UN treats Israeli army as peacebuilding partner
Maureen Clare Murphy 7 October 2019 |
The tunnel vision of United Nations officials committed to a two-state solution at the expense of basic human rights principles is downright dangerous.
A UN “peacebuilding” official stated on Sunday that she had “good meetings today with Israeli interlocutors” including the military and foreign ministry.
The UN official, Rosemary DiCarlo, said that “pressing peace and security challenges” were discussed in the meetings. “Resuming the peace process is critical for resolving the Israeli-Palestinian conflict,” she added.
It would seem that for DiCarlo’s Department of Political and Peacebuilding Affairs, peace should come at the cost of justice.
The Israeli military has killed more than 200 protesters demanding their rights in Gaza since early 2018. Treating this brutally repressive body as a partner for peace undermines the urgent need for accountability for Israel’s crimes in Gaza and beyond.
Earlier this year, an independent UN commission of inquiry concluded that Israeli forces may have committed war crimes and crimes against humanity by using lethal military force against unarmed protesters in Gaza.
The human rights investigators called on third states to hold Israeli army snipers and commanders, as well as those who approved the rules of engagement, to account.
Toward that end, the commission handed over a file identifying those responsible for violations of international law to the UN High Commissioner for Human Rights so that it would be transferred to the International Criminal Court.
By meeting with military officials, and the ministry concerned with shielding Israel from accountability, while treating them as partners for peace, DiCarlo is directly undermining the UN commission of inquiry’s findings and recommendations.
Two-state solution trumps human rights
For some high-ranking UN officials, the moribund “peace process” towards a two-state solution is more important than advancing and protecting Palestinians’ human rights.
On Monday, the UN’s Middle East peace envoy tweeted a photo of him and DiCarlo meeting with a group of students in Ramallah, the seat of the Palestinian Authority in the occupied West Bank.
The students attend a school operated by UNRWA, the UN agency for Palestine refugees.
“I hope these young girls grow up to participate in #democratic elections where #Palestine, #Israel live side-by-side in #peace & #security,” Nickolay Mladenov, the UN envoy, stated.
His tweet implies that the girls in his photo should remain refugees as adults. He does not wish for them to be able to exercise their right to return, as is their right under international law, nor their right to self-determination.
Instead, he wishes for a political framework that would likely prevent them from exercising these rights.
While DiCarlo, and presumably Mladenov, were meeting with Israeli military and foreign ministry officials on Sunday, Israel’s interior ministry announced that it was moving to revoke residency status from and deport Palestinian activist Omar Barghouti.
For years Israel has sought to criminalize and silence Barghouti, who is a founder of the boycott, divestment and sanctions (BDS) movement.
Modeled on the successful campaign to end apartheid in South Africa, the Palestinian-led boycott movement seeks to build international pressure on Israel to stop its human rights violations.
Israeli foreign minister Yisrael Katz has previously called for “targeted civil eliminations” of BDS leaders with the help of Israeli intelligence. The Hebrew term Katz used was similar to the Israeli term for “targeted assassinations.”
UN officials like DiCarlo and Mladenov treat the very ministries persecuting Palestinian human rights defenders as partners for peace.
Safeguarding Israeli impunity
Meanwhile, the UN High Commissioner for Human Rights continues to delay the release of a database of companies complicit with Israel’s illegal settlements in the West Bank.
In 2016, the UN Human Rights Council adopted a resolution requesting that the high commissioner “produce a database of all business enterprises engaged in certain Israeli settlement activity.”
The high commissioner has failed to fulfill that mandate.
Last week, Palestinian and international human rights organizations stated that the high commissioner’s “repeated delays in releasing the database and transmitting the data promote impunity and enable further entrenchment and expansion of illegal settlements.”
UN officials behave as though their role is to safeguard Israeli impunity, rather than to uphold the rights of Palestinians, denied for so long.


■ EXERCISE AIM
Print exactly what appears from the line containing "Describe the element" through the final line of the data below, pictures excluded.

Saved data entries:
========================
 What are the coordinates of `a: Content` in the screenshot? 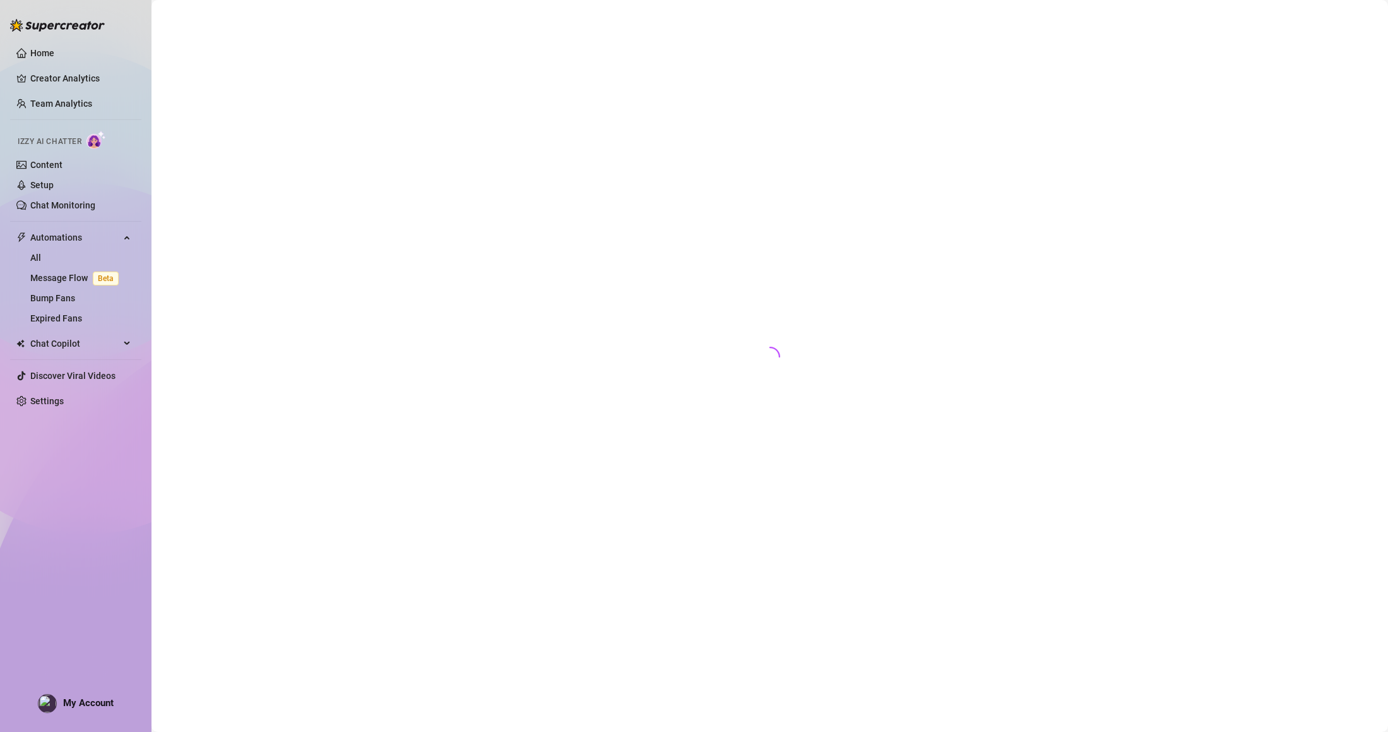 It's located at (46, 165).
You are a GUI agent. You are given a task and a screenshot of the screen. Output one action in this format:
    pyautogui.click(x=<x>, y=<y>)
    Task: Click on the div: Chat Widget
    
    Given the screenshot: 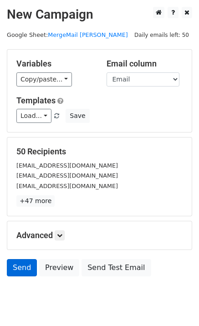 What is the action you would take?
    pyautogui.click(x=176, y=304)
    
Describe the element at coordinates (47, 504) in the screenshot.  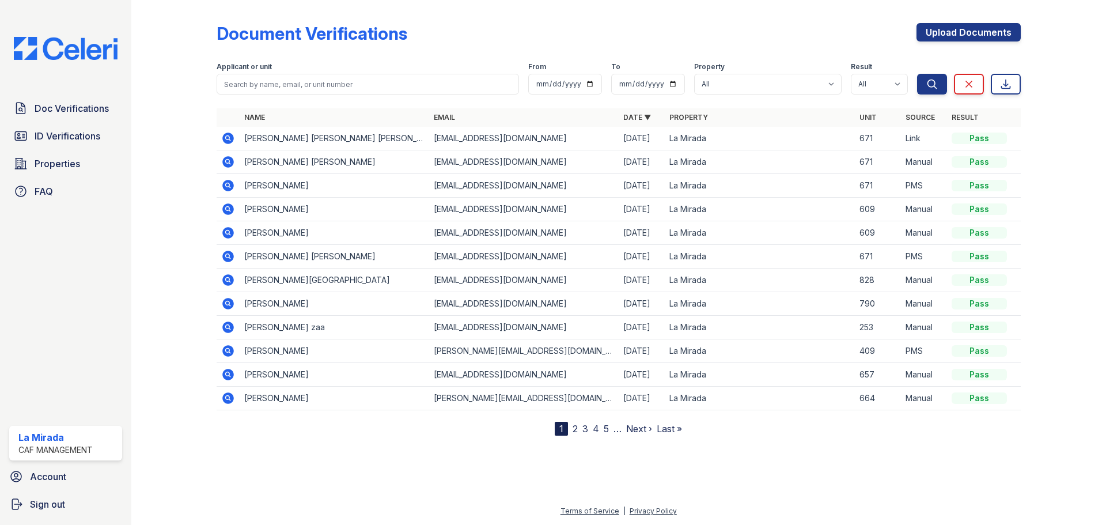
I see `span: Sign out` at that location.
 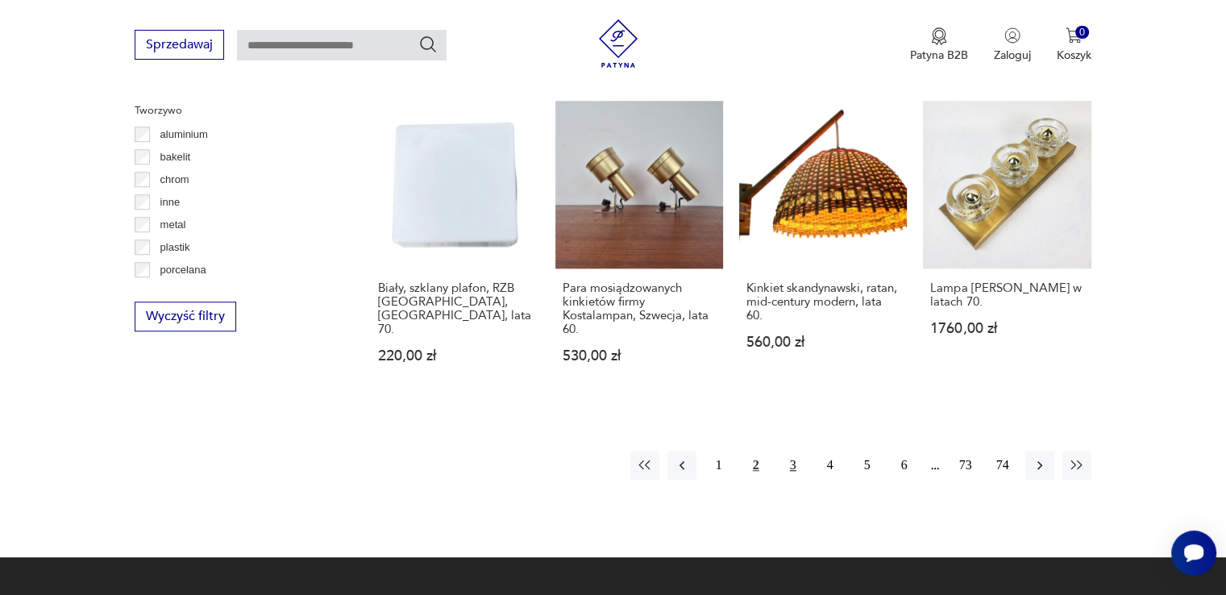 What do you see at coordinates (1082, 32) in the screenshot?
I see `div: 0` at bounding box center [1082, 32].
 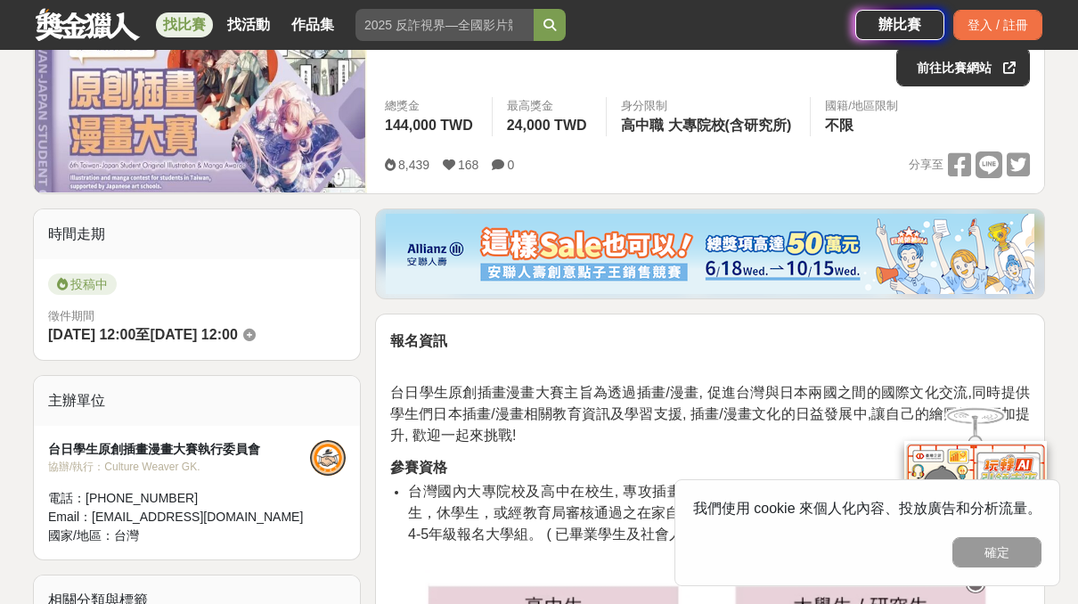 What do you see at coordinates (867, 508) in the screenshot?
I see `span: 我們使用 cookie 來個人化內容、投放廣告和分析流量。` at bounding box center [867, 508].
========================
■ RESPONSE TO THE EXERCISE
Describe the element at coordinates (47, 504) in the screenshot.  
I see `span: Sign out` at that location.
  What do you see at coordinates (1082, 32) in the screenshot?
I see `div: 0` at bounding box center [1082, 32].
  What do you see at coordinates (867, 508) in the screenshot?
I see `span: 我們使用 cookie 來個人化內容、投放廣告和分析流量。` at bounding box center [867, 508].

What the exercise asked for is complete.